Ignorance is bliss.
I learned that this past week when I heard a radio interview on early childhood education featuring South Dakota Speaker of the House Rep. Steve Haugaard, R-District 10.
The topic was about providing preschool for more South Dakota children. This past year, the Legislature killed a bill that simply would have created an early learning advisory council. We are one of only two states without a council.
Haugaard, a Sioux Falls attorney, said the primary reason the council wasn’t formed is because if it did not exist, it couldn’t produce a report suggesting the state help fund preschool. Consequently, the Legislature wouldn’t have to talk about possibly creating and funding preschool.
That’s like deciding not to create a Flood Advisory Task Force because it would tell the Legislature that it is going to flood next spring. Consequently, the state would not have to budget to repair damaged roads and other infrastructure.
If we remain ignorant of a problem, then there is no problem, so Haugaard’s thought seems to go.
It is leadership like Haugaard’s that has put us in the dubious position of being one of four states that do not fund pre-K education. Wyoming, New Hampshire and Idaho are the others.
“It’s a final four of sorts, but it has nothing do with basketball,” a Feb. 10, 2019, Idaho Statesman story said of the position the four states have.
Montana, which was a holdout until recently, earmarked $3 million in state funding and the feds kicked in $4.2 million. In the first-year of its pilot program, students “showed a 21 percent overall increase in school readiness,” the story said.

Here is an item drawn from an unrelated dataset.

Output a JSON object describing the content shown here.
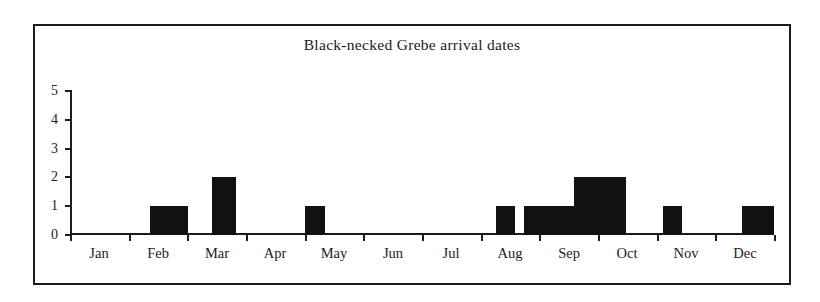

Haugaard said he does not believe government should be involved in early education and that it is a parental decision whether to put their children in preschool. The private sector should be the answer, he said.
The problem is that poorer families cannot afford to send their children to private preschool. In South Dakota about 20 percent of young children live below the poverty line. Nearly 75 percent live in households where both parents work.
“Children in low-income families often are exposed to more adverse early childhood experiences and environmental factors that delay or compromise their development and place them at a disadvantage for healthy growth and school readiness,” read a report on early childhood education by the U.S. Centers for Disease Control and Prevention.
Haugaard dismissed the many studies that show students who attend preschool have a long-term advantage over those who do not. He dismissed the authors as biased and said the studies are inaccurate or outdated. He then picked one 2014 study that he said showed there was no difference in the academic achievement of students after first grade.
“I think the benefit of preschool right now is very limited,” he said in the interview.
That’s at odds with former U.S. Secretary of Education John B. King Jr., who in November 2016 said, “High-quality early education gives children the strong start they need to succeed in kindergarten. All of our children — regardless of socioeconomic status, race, language spoken at home, disability or zip code — deserve the kind of high-quality early learning that will prepare them to thrive in school and beyond.”
But Haugaard and other legislators are content that more than half of our state’s 3-to-5-year-olds are not in preschool.
A report on early learning by the South Dakota Department of Education revealed about 3,425 students out of about 12,500 are in school-sponsored preschools. These districts are using a combination of public and private money. Funding, space and staffing were listed as the primary barriers to expanding preschools.
Those surveyed were offered an opportunity to comment.
“It is a huge part of educating students so that they are successful,” one respondent said. “It is hard to understand why this has been put on the back burner.”
A variety of groups are working to expand access to preschool in South Dakota, and they are making progress. But they should not expect help from our Legislature while brilliant people like Haugaard are in powerful positions.